What information consumes is rather obvious: it consumes the attention of its recipients. Hence, a wealth of information creates a poverty of attention and a need to allocate that attention efficiently among the overabundance of information sources that might consume it.
– Herbert Simon
A wealth of information creates a poverty of attention. Wow. Powerful quote.
Earlier this week we posted a graphic (shown below) discussing the various stages of “information”. The stages progress in the following order: Data, Information, Knowledge, Wisdom.
Data is defined as facts and statistics collected together for reference or analysis.
Information is this analysis of the data. It gives you an understanding of what the data means.
Knowledge is the application of such information. We will say that it is the information in practice. This is where we are now in our community. Our teachers have spent their lives gathering data and information, digesting and absorbing it, then practicing deliberately in order to develop KNOWLEDGE. An APPLICABLE form of data/information that allows us to learn through PRACTICE.
Wisdom, put simply, is what you receive as a student. Wisdom is the sharing and teaching of knowledge. It is the teacher who climbed the mountain, here to help you do the same. Many people stare up above and will tell you how to climb, but only the man at the top yelling instructions down has any merit.
We intuitively realize that we cannot know everything. We have limits to what we can specialize in, and how much data/information we can process and develop into knowledge, and even less that we can coagulate into concrete wisdom. Even doctors have “subspecialties”. It is because of this that we rely on collective knowledge to build a better world. Cooperation and community are the reasons for quickest and most significant advances in human history.
Collective knowledge, therefore, is far superior to individual knowledge.

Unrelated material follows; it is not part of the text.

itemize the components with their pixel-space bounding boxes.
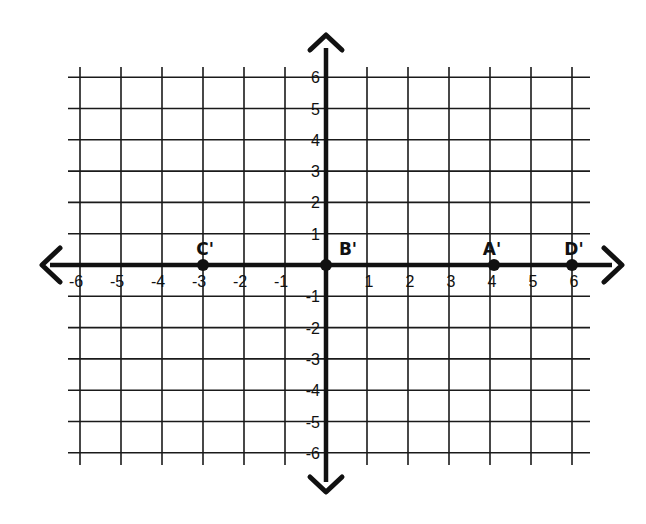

Our goal as a community is to utilize this collective knowledge to not only improve the ability of all of our students; but to rapidly accelerate the learning curve of our newest students.
Collective knowledge is the “cheat code” to faster progress.
A wise man stands on the shoulders of giants. Only a fool would fall into the delusion of “I can do it myself.”
A wise man steals from other artists. Only a fool would start the creative process from a blank piece of paper.
A wise man knows how chaotic the application of knowledge can become. Only a fool would give keyboard advice after reading a book or two.
In order to avoid a “poverty of attention”, we must seek the RIGHT information. Collective knowledge in turn becomes Collective Wisdom, distilling it down to only what is needed, and at what time.
In what ways are you contributing to the collective knowledge of your community?